Cox’s essays are impassive and austere reflections of the subject matter discussed. He never grandstands yet his judgment is ever delivered with the looming finality of amassing clouds before a storm. His argument accrues point-by-point without pausing to worry over whether any reader might be stumbling to keep up. There is no skimming his sentences. As for the author himself, “Cox had no doubt about the quality of his essays.” (xxxii) There is evidence he tested poetry’s waters. A “sort of mini-opera about a hundred lines long, very personal” (xxxi) a poem titled “The Manor” remains unpublished.
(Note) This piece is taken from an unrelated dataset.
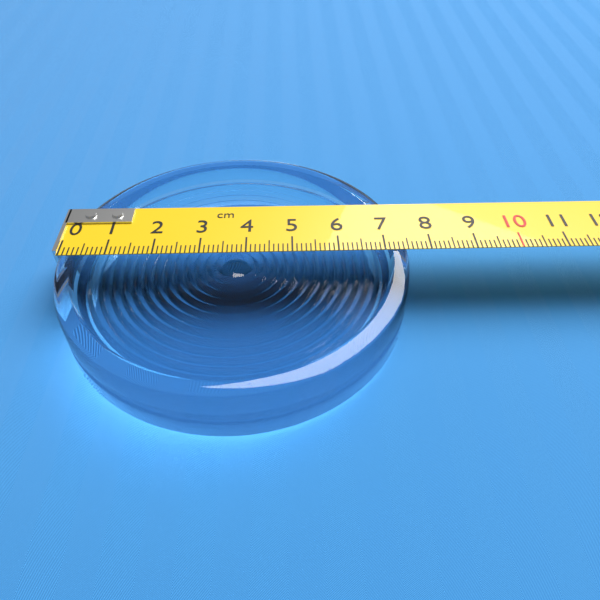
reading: 7.5 cm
Cox mentioned it to Bunting and showed it to Niedecker only to receive her friendly encouragement to keep at his prose. Cid Corman looked at some Cox poems and offered him a shrugging “all the work suggests intelligence and possibility” (xxxi) while Eliot Weinberger unhelpfully found “The Manor” to be “either a conglomeration of a half-dozen or so very fine poems, or else it is the outline for a book-length poem.” (xxxi) Needless to say, Cox never found his own poems in print. But it hardly matters. His commentaries upon the works of others are from out an upper air of refined grandeur. He was not chasing after elusive phantoms of youth or settling any scores. His critical evaluations assess with admirable restraint. There are few other examples of such highly skilled independent criticism sustained across a broad array of subjects over so many years. Cox set the bar high for all those following after him. 

*****  
     
Patrick James Dunagan lives in San Francisco and works at Gleeson Library for the University of San Francisco. He is a graduate of the Poetics Program from the now-defunct New College of California, where he studied under Tom Clark, Adam Cornford, Gloria Frym, Joanne Kyger, George Mattingly, and David Meltzer. Alongside poets Marina Lazzara and Nicholas Whittington, he’s currently at work editing together an anthology of critical writings by Poetics Program alumni and faculty. His books include: GUSTONBOOK (Post Apollo, 2011), Das Gedichtete (Ugly Duckling, 2013), from Book of Kings (Bird and Beckett Books, 2015), Drops of Rain / Drops of Wine (Spuyten Duyvil, 2016), and THE DUNCAN ERA: One Reader's Cosmology (Spuyten Duyvil, 2016). He edited and wrote the introduction for Owen Hill’s A Walk Among the Bogus (Lavender Ink, 2014).